Our (not my) Ideas Build Community
Jeremy Steele
One of the most important lessons ministry has taught me over the years is also one of the most humbling: just because I have a good idea as the pastor, that doesn’t mean it is the right idea. And it almost never means it is the idea people actually need.
I relearned that lesson recently through a project in the Nooma Community that, on paper, seemed straightforward. Nooma is a fully digital spiritual community, and at some point it felt natural to ask what it might look like to gather in person, to take it from purely digital to phygital. I imagined a single retreat where everyone would travel from wherever they lived to meet for a long weekend of shared practice, conversation, and rest. I pitched dates. I asked logistical questions. I assumed interest would follow.
It did not.
The responses I received were quiet but clear. Some people did not want to travel that far. Some physically could not. Others named family, financial, or accessibility barriers that made long-distance travel unrealistic.
And then something else happened. A few people said, almost casually, that they would love something closer to home. A couple of them even offered to help coordinate it if that were possible.
That was the moment the project shifted from my idea to the community’s idea.
This is something I have had to learn over and over in ministry. Programs tend to work best when they grow out of the lives of the people already engaged, not when they are imposed from above, even with good intentions. The role of leadership is not to decide what should matter. It is to notice what already does and help make space for it.
So instead of one centralized retreat, we tried something different. We followed the energy where it showed up. Our first in-person gathering took place in the Kentucky area, organized and supported by members of the community who lived nearby. My role shifted from planner to participant, from organizer to guest.
I will admit I carried a quiet concern with me going into that weekend. Digital community is real, but it is also easy to underestimate how much of relationship lives in physical presence. I wondered whether people might feel awkward, like they were on a retreat with strangers they only knew through screens and usernames. I wondered if there would be a period of polite small talk while everyone tried to figure out how to relate in person.
That concern disappeared almost immediately.
From the moment people arrived, it was obvious that these relationships were already deep. These were not strangers meeting for the first time. These were people who had been supporting one another through difficult seasons, exploring spiritual practices together, wrestling with questions of faith, and sharing the ordinary details of their lives. They knew each other’s stories. They knew each other’s pets. They had prayed for one another before surgeries and checked in afterward. They had laughed together and sat with grief together.
Seeing each other in person did not create connection. It revealed it.
What struck me most was how quickly the retreat moved into depth. There was no long warm-up period. The trust was already there. The conversations were honest from the beginning. The shared practices felt grounded rather than tentative. The digital space had already done the slow work of relationship building, and the physical gathering simply gave that work a new dimension.
The weekend itself was beautiful. Not because it was perfectly programmed or tightly scheduled, but because it felt like a natural extension of the community people already inhabited.
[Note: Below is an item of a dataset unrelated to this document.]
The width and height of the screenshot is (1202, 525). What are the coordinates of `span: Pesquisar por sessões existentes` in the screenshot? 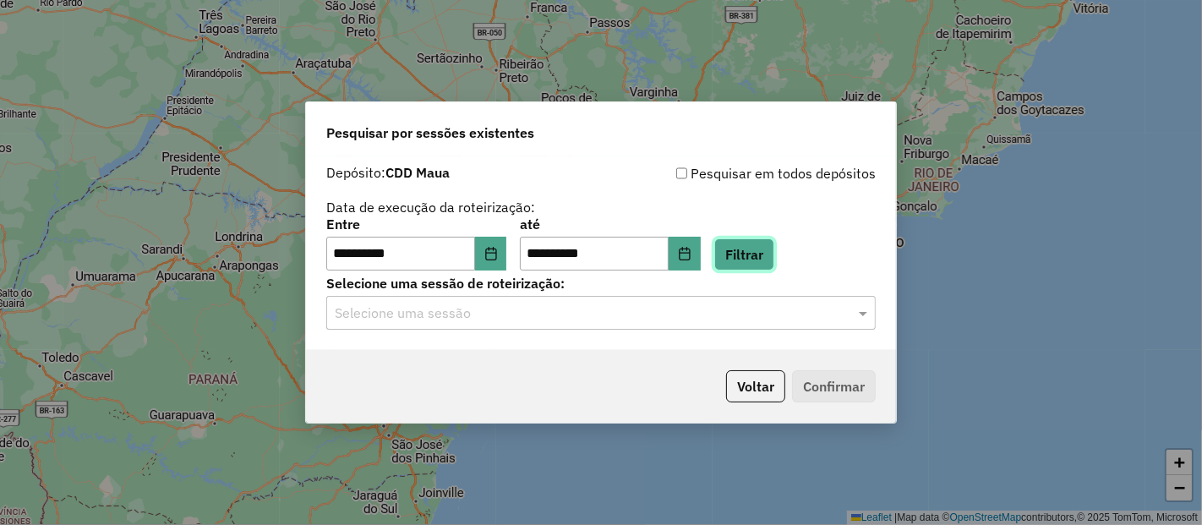 It's located at (430, 133).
Meals felt like continuation of conversations that had been happening for months. Silence felt shared rather than awkward. Laughter came easily. The retreat did not feel like an experiment. It felt like a reunion.
What we learned from that experience is now shaping the future of this project. Rather than trying to replicate one large retreat over and over, we are planning multiple gatherings in different regions, led by different members of the community. Each retreat will reflect the people hosting it and the needs of that local group. Over time, we are also exploring how to invite people from outside the community to participate, offering a gentle and embodied entry point into what Nooma already is.
This model requires something that traditional church programming often struggles with. It requires leaders to loosen control and trust the community they are serving. It requires listening before acting and being willing to let good ideas go when better ones emerge.
The Kentucky retreat reminded me that digital community does not weaken human connection. When it is practiced with intention and care, it can deepen it. And when people who already know how to show up for one another finally share the same physical space, the result is not awkwardness. It is recognition.
We did not create something new that weekend. We simply allowed something that already existed to take on flesh.